The breach arrives at a particularly sensitive moment for EU digital sovereignty. The Commission relies on AWS for parts of its web infrastructure, a dependency that has drawn scrutiny from European legislators who argue that critical government systems should run on European cloud providers. A breach that traces from a compromised open-source tool to an American cloud platform to a dark web leak site operated by an international criminal syndicate will do nothing to quiet those concerns. It will, however, intensify the debate about whether the EU’s regulatory ambitions are matched by the operational security of its own institutions.

For the broader technology industry, the lesson is more immediate.

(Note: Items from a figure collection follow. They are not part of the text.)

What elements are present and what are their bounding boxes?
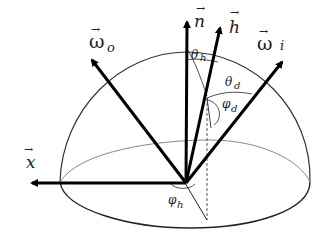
svg-text:θ: θ [225,75,233,89]
label-omega-o: → ω o [89,23,115,55]
label-omega-i: → ω i [257,25,284,54]
svg-text:o: o [107,40,115,55]
label-phi-h: φ h [168,193,183,210]
label-h: → h [229,6,240,37]
svg-text:h: h [229,17,240,37]
hemisphere-diagram: → n → h → ω i → ω o → x θ h θ d φ d φ h [0,0,324,234]
label-phi-d: φ d [222,97,237,114]
label-n: → n [194,2,205,31]
equator-front [60,182,310,228]
svg-text:n: n [194,11,205,31]
svg-text:ω: ω [257,32,273,54]
label-theta-h: θ h [191,48,206,63]
svg-text:h: h [200,52,206,63]
svg-text:ω: ω [89,30,105,52]
label-x: → x [24,143,36,172]
svg-text:h: h [177,199,183,210]
h-azimuth-line [185,183,207,220]
svg-text:i: i [280,38,284,53]
svg-text:φ: φ [168,193,177,207]
svg-text:d: d [231,103,237,114]
svg-text:θ: θ [191,48,199,62]
svg-text:x: x [26,152,36,172]
vector-n-arrow [186,22,187,183]
label-theta-d: θ d [225,75,240,91]
svg-text:d: d [234,80,240,91]
vector-omega-o-arrow [92,60,186,183]
half-vector-ref-line [207,98,211,128]
svg-text:φ: φ [222,97,231,111]
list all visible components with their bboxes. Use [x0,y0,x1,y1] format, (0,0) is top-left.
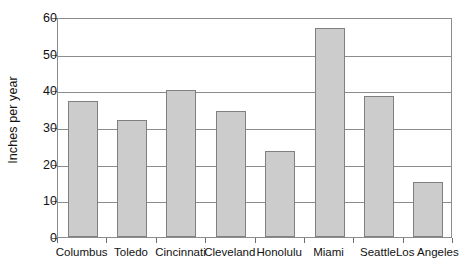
x-tick-label: Cleveland [204,246,255,259]
x-tick-label: Honolulu [256,246,301,259]
bar [413,182,443,237]
y-tick-label: 10 [11,195,57,208]
bar [265,151,295,237]
bar [166,90,196,237]
bar [68,101,98,237]
bar [315,28,345,237]
bar [216,111,246,238]
x-tick-mark [353,238,354,243]
x-tick-label: Toledo [114,246,148,259]
bar-chart: Inches per year 0102030405060 ColumbusTo… [0,0,464,270]
y-tick-label: 20 [11,158,57,171]
x-tick-mark [106,238,107,243]
y-tick-label: 60 [11,12,57,25]
x-tick-mark [255,238,256,243]
y-tick-label: 0 [11,232,57,245]
y-tick-label: 40 [11,85,57,98]
gridline [58,92,451,93]
x-tick-mark [403,238,404,243]
y-tick-label: 30 [11,122,57,135]
y-axis-ticks: 0102030405060 [0,0,57,270]
x-tick-mark [156,238,157,243]
x-tick-label: Miami [313,246,344,259]
y-tick-label: 50 [11,48,57,61]
x-tick-mark [304,238,305,243]
bar [117,120,147,237]
x-tick-mark [57,238,58,243]
bar [364,96,394,237]
x-tick-mark [452,238,453,243]
x-tick-label: Seattle [360,246,396,259]
x-tick-label: Cincinnati [155,246,206,259]
x-tick-label: Columbus [56,246,108,259]
gridline [58,56,451,57]
x-axis: ColumbusToledoCincinnatiClevelandHonolul… [57,238,452,270]
plot-area [57,18,452,238]
x-tick-mark [205,238,206,243]
x-tick-label: Los Angeles [396,246,459,259]
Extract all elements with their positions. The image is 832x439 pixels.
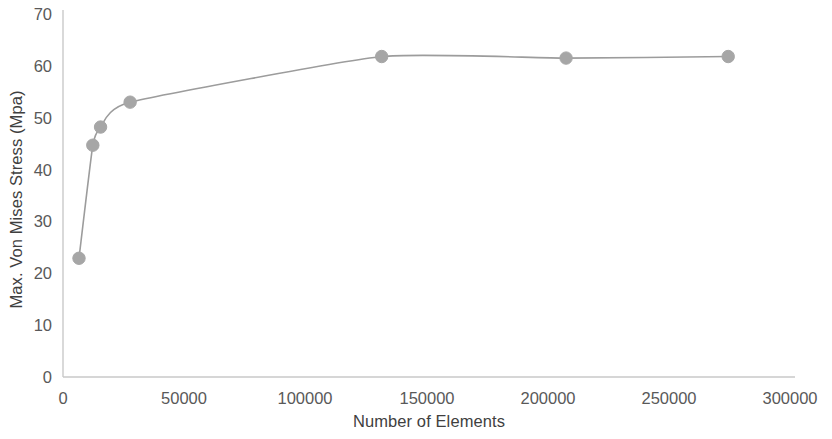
data-point-marker <box>375 50 387 62</box>
data-point-marker <box>94 121 106 133</box>
data-point-marker <box>73 252 85 264</box>
data-point-marker <box>560 52 572 64</box>
data-point-marker <box>87 139 99 151</box>
chart-figure: Max. Von Mises Stress (Mpa) Number of El… <box>0 0 832 439</box>
data-point-marker <box>722 50 734 62</box>
series-markers <box>73 50 735 264</box>
plot-area <box>0 0 832 439</box>
series-line <box>79 55 728 258</box>
data-point-marker <box>124 96 136 108</box>
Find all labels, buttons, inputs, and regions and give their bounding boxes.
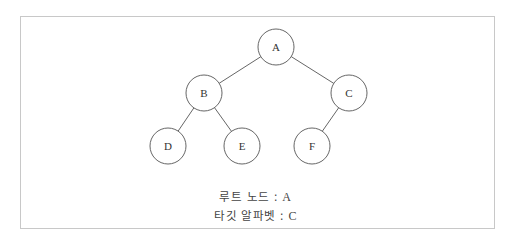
node-label: F: [309, 140, 315, 152]
node-label: B: [200, 87, 207, 99]
tree-node-e: E: [224, 128, 260, 164]
tree-node-a: A: [258, 29, 294, 65]
root-node-label: 루트 노드: [219, 190, 269, 204]
edge-b-e: [214, 108, 231, 132]
caption-separator: :: [276, 209, 289, 223]
node-label: D: [164, 140, 172, 152]
root-node-caption: 루트 노드 : A: [0, 188, 511, 205]
root-node-value: A: [282, 190, 291, 204]
target-alphabet-value: C: [288, 209, 297, 223]
target-alphabet-caption: 타깃 알파벳 : C: [0, 207, 511, 224]
node-label: C: [345, 87, 352, 99]
tree-nodes: ABCDEF: [150, 29, 367, 164]
node-label: A: [272, 41, 280, 53]
edge-c-f: [322, 108, 338, 131]
tree-node-d: D: [150, 128, 186, 164]
target-alphabet-label: 타깃 알파벳: [214, 209, 276, 223]
edge-b-d: [178, 108, 194, 131]
tree-node-c: C: [331, 75, 367, 111]
node-label: E: [239, 140, 246, 152]
caption-separator: :: [270, 190, 283, 204]
tree-node-f: F: [294, 128, 330, 164]
edge-a-c: [291, 57, 334, 84]
tree-node-b: B: [186, 75, 222, 111]
edge-a-b: [219, 57, 261, 84]
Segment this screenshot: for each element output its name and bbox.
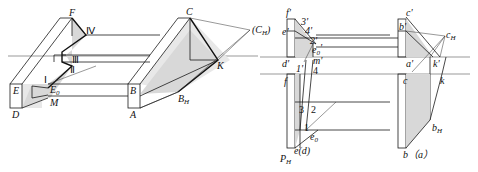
- label-K: K: [216, 60, 225, 71]
- label-D: D: [11, 109, 20, 120]
- axonometric-labels: F Ⅳ Ⅲ Ⅱ Ⅰ E E0 M D B A C (CH) K BH: [11, 6, 271, 120]
- label-c: c: [403, 75, 408, 86]
- label-1: 1: [304, 122, 309, 133]
- label-d-prime: d': [282, 58, 290, 69]
- label-CH: (CH): [252, 24, 271, 37]
- descriptive-geometry-figure: F Ⅳ Ⅲ Ⅱ Ⅰ E E0 M D B A C (CH) K BH: [0, 0, 478, 172]
- label-1-prime: 1': [296, 63, 304, 74]
- label-I: Ⅰ: [44, 74, 47, 85]
- label-2: 2: [311, 104, 316, 115]
- label-IV: Ⅳ: [86, 25, 96, 36]
- label-E: E: [12, 85, 19, 96]
- label-BH: BH: [178, 93, 190, 106]
- label-4: 4: [313, 65, 318, 76]
- label-k: k: [440, 75, 445, 86]
- label-cH: cH: [446, 29, 456, 42]
- label-F: F: [68, 7, 76, 18]
- label-e-prime: e': [282, 26, 289, 37]
- label-bH: bH: [432, 122, 443, 135]
- label-c-prime: c': [406, 7, 413, 18]
- label-3: 3: [299, 104, 304, 115]
- label-e-d: e(d): [294, 145, 311, 157]
- label-M: M: [49, 97, 59, 108]
- label-C: C: [186, 6, 193, 17]
- label-II: Ⅱ: [70, 64, 75, 75]
- label-e0: e0: [310, 131, 318, 144]
- label-PH: PH: [279, 153, 292, 166]
- label-a-prime: a': [406, 58, 414, 69]
- label-k-prime: k': [433, 58, 440, 69]
- label-A: A: [129, 109, 137, 120]
- label-b-prime: b': [399, 21, 407, 32]
- label-B: B: [130, 85, 136, 96]
- label-b-a: b（a）: [403, 149, 433, 160]
- label-f-prime: f': [286, 7, 292, 18]
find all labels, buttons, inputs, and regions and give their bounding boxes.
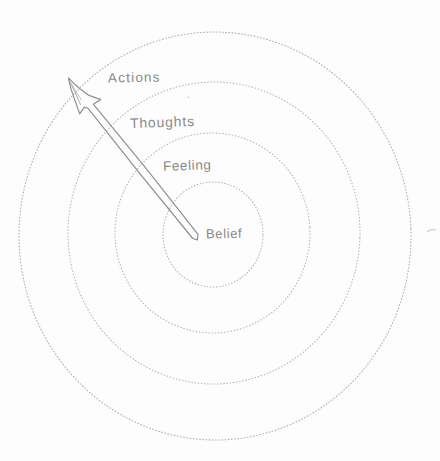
- ring-label-feeling: Feeling: [163, 157, 212, 174]
- ring-label-belief: Belief: [206, 226, 242, 242]
- pencil-smudge: [428, 230, 436, 232]
- ring-label-thoughts: Thoughts: [130, 113, 195, 131]
- pencil-dot: [188, 97, 190, 99]
- ring-label-actions: Actions: [108, 70, 161, 86]
- concentric-diagram: Actions Thoughts Feeling Belief: [0, 0, 440, 461]
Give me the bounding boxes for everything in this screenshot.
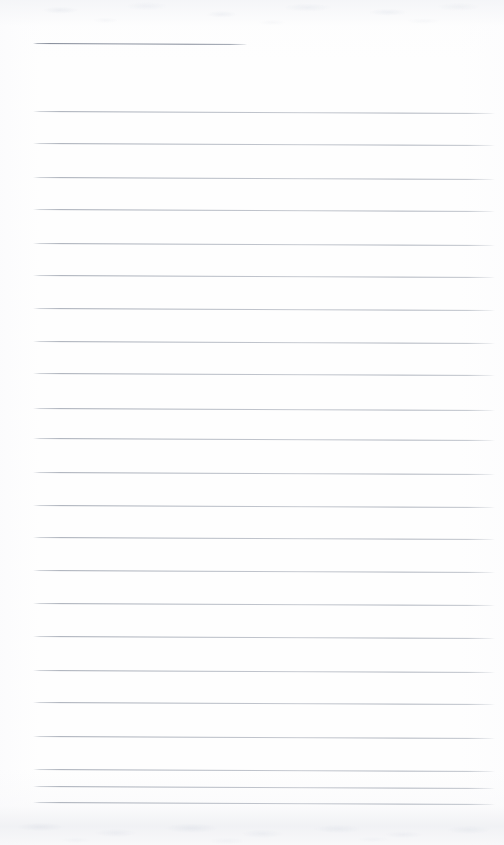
paper-surface: [0, 0, 504, 845]
ruled-line: [33, 143, 495, 146]
ruled-line: [33, 308, 495, 311]
ruled-line: [33, 177, 495, 180]
ruled-line: [33, 636, 495, 639]
title-rule: [33, 43, 247, 45]
scanned-page: [0, 0, 504, 845]
ruled-line: [33, 111, 495, 114]
ruled-line: [33, 275, 495, 278]
ruled-line: [33, 505, 495, 508]
ruled-line: [33, 341, 495, 344]
ruled-line: [33, 603, 495, 606]
ruled-line: [33, 702, 495, 705]
ruled-line: [33, 472, 495, 475]
ruled-line: [33, 373, 495, 376]
ruled-line: [33, 537, 495, 540]
ruled-line: [33, 408, 495, 411]
scan-noise-top: [0, 0, 504, 34]
ruled-line: [33, 243, 495, 246]
ruled-line: [33, 670, 495, 673]
ruled-line: [33, 736, 495, 739]
ruled-line: [33, 209, 495, 212]
ruled-line: [33, 570, 495, 573]
scan-noise-bottom: [0, 805, 504, 845]
ruled-line: [33, 769, 495, 772]
ruled-line: [33, 786, 495, 789]
ruled-line: [33, 802, 495, 805]
ruled-line: [33, 438, 495, 441]
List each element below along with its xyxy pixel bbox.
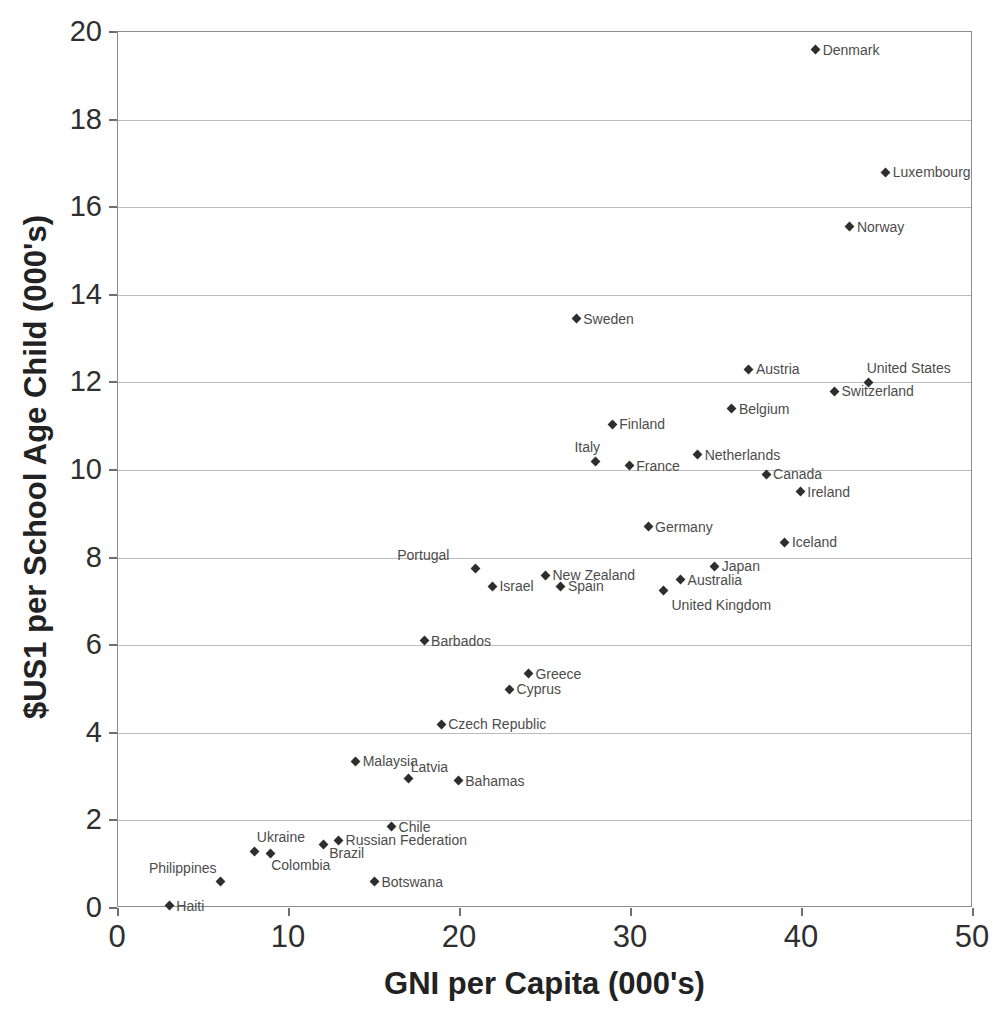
gridline-y-16 — [118, 207, 971, 208]
data-point-malaysia — [351, 756, 361, 766]
data-point-label-barbados: Barbados — [431, 633, 491, 649]
y-tick-label-0: 0 — [30, 892, 102, 922]
data-point-italy — [590, 456, 600, 466]
data-point-chile — [387, 822, 397, 832]
y-tick-mark — [109, 644, 117, 646]
gridline-y-14 — [118, 295, 971, 296]
x-tick-mark — [459, 908, 461, 916]
data-point-label-netherlands: Netherlands — [705, 447, 781, 463]
y-tick-label-14: 14 — [30, 279, 102, 309]
data-point-label-botswana: Botswana — [382, 874, 443, 890]
y-tick-label-8: 8 — [30, 542, 102, 572]
x-tick-mark — [972, 908, 974, 916]
data-point-label-colombia: Colombia — [271, 857, 330, 873]
data-point-label-finland: Finland — [619, 416, 665, 432]
data-point-czech-republic — [436, 719, 446, 729]
data-point-label-czech-republic: Czech Republic — [448, 716, 546, 732]
gridline-y-6 — [118, 645, 971, 646]
data-point-label-malaysia: Malaysia — [363, 753, 418, 769]
y-tick-mark — [109, 206, 117, 208]
x-tick-mark — [117, 908, 119, 916]
x-tick-label-30: 30 — [613, 920, 647, 954]
data-point-label-iceland: Iceland — [792, 534, 837, 550]
x-tick-label-20: 20 — [442, 920, 476, 954]
data-point-label-philippines: Philippines — [149, 860, 217, 876]
y-tick-label-6: 6 — [30, 629, 102, 659]
y-tick-mark — [109, 907, 117, 909]
y-tick-mark — [109, 119, 117, 121]
y-tick-mark — [109, 31, 117, 33]
data-point-germany — [643, 522, 653, 532]
x-tick-mark — [801, 908, 803, 916]
plot-area: DenmarkLuxembourgNorwaySwedenAustriaUnit… — [117, 31, 972, 907]
x-tick-mark — [288, 908, 290, 916]
data-point-label-canada: Canada — [773, 466, 822, 482]
y-tick-label-18: 18 — [30, 104, 102, 134]
gridline-y-4 — [118, 733, 971, 734]
data-point-portugal — [470, 564, 480, 574]
y-tick-label-10: 10 — [30, 454, 102, 484]
gridline-y-18 — [118, 120, 971, 121]
data-point-finland — [607, 419, 617, 429]
data-point-russian-federation — [334, 835, 344, 845]
y-tick-label-16: 16 — [30, 191, 102, 221]
data-point-philippines — [216, 877, 226, 887]
data-point-latvia — [404, 774, 414, 784]
y-tick-mark — [109, 469, 117, 471]
x-tick-mark — [630, 908, 632, 916]
data-point-label-belgium: Belgium — [739, 401, 790, 417]
data-point-greece — [523, 669, 533, 679]
data-point-ireland — [795, 487, 805, 497]
x-tick-label-0: 0 — [108, 920, 125, 954]
data-point-brazil — [318, 840, 328, 850]
data-point-label-austria: Austria — [756, 361, 800, 377]
x-tick-label-10: 10 — [271, 920, 305, 954]
data-point-label-israel: Israel — [499, 578, 533, 594]
y-tick-label-12: 12 — [30, 366, 102, 396]
data-point-denmark — [811, 45, 821, 55]
data-point-haiti — [164, 901, 174, 911]
y-tick-mark — [109, 381, 117, 383]
data-point-ukraine — [250, 846, 260, 856]
data-point-switzerland — [830, 386, 840, 396]
data-point-cyprus — [505, 684, 515, 694]
gridline-y-2 — [118, 820, 971, 821]
y-tick-label-20: 20 — [30, 16, 102, 46]
data-point-sweden — [571, 314, 581, 324]
data-point-label-united-kingdom: United Kingdom — [671, 597, 771, 613]
y-tick-mark — [109, 819, 117, 821]
gridline-y-10 — [118, 470, 971, 471]
scatter-chart: DenmarkLuxembourgNorwaySwedenAustriaUnit… — [0, 0, 1003, 1026]
gridline-y-8 — [118, 558, 971, 559]
data-point-japan — [710, 561, 720, 571]
data-point-label-haiti: Haiti — [176, 898, 204, 914]
data-point-bahamas — [453, 776, 463, 786]
data-point-belgium — [727, 404, 737, 414]
data-point-label-switzerland: Switzerland — [841, 383, 913, 399]
data-point-iceland — [780, 537, 790, 547]
y-tick-mark — [109, 557, 117, 559]
data-point-luxembourg — [881, 167, 891, 177]
data-point-new-zealand — [541, 570, 551, 580]
data-point-united-kingdom — [659, 585, 669, 595]
data-point-label-sweden: Sweden — [583, 311, 634, 327]
data-point-australia — [676, 575, 686, 585]
data-point-netherlands — [693, 450, 703, 460]
data-point-israel — [488, 581, 498, 591]
data-point-label-ukraine: Ukraine — [257, 829, 305, 845]
data-point-label-latvia: Latvia — [411, 759, 448, 775]
data-point-label-germany: Germany — [655, 519, 713, 535]
data-point-norway — [845, 222, 855, 232]
y-tick-mark — [109, 294, 117, 296]
data-point-label-united-states: United States — [867, 360, 951, 376]
data-point-label-bahamas: Bahamas — [465, 773, 524, 789]
y-tick-mark — [109, 732, 117, 734]
data-point-austria — [744, 364, 754, 374]
y-tick-label-2: 2 — [30, 804, 102, 834]
data-point-botswana — [370, 877, 380, 887]
data-point-label-portugal: Portugal — [397, 547, 449, 563]
data-point-label-denmark: Denmark — [823, 42, 880, 58]
data-point-label-spain: Spain — [568, 578, 604, 594]
data-point-label-australia: Australia — [688, 572, 742, 588]
data-point-label-brazil: Brazil — [329, 845, 364, 861]
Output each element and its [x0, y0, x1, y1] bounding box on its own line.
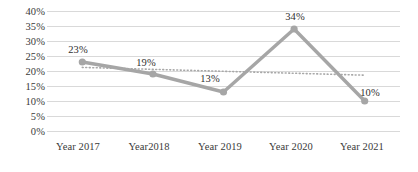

The open-source security tools that organisations use to scan their code, audit their infrastructure, and validate their compliance, the tools that are supposed to be the last line of defence, have become the attack surface. Trivy alone is used by thousands of organisations worldwide. When the scanner becomes the weapon, the entire model of automated security breaks down, and the trust assumptions underpinning modern software infrastructure collapse with it.

CERT-EU is coordinating the incident response under the EU’s Cybersecurity Regulation and continues to analyse the published dataset. For the 71 clients whose data may have been compromised, the remediation process is only beginning. For the European technology ecosystem that relies on the same open-source tools and cloud infrastructure, the breach is a warning that has already arrived too late.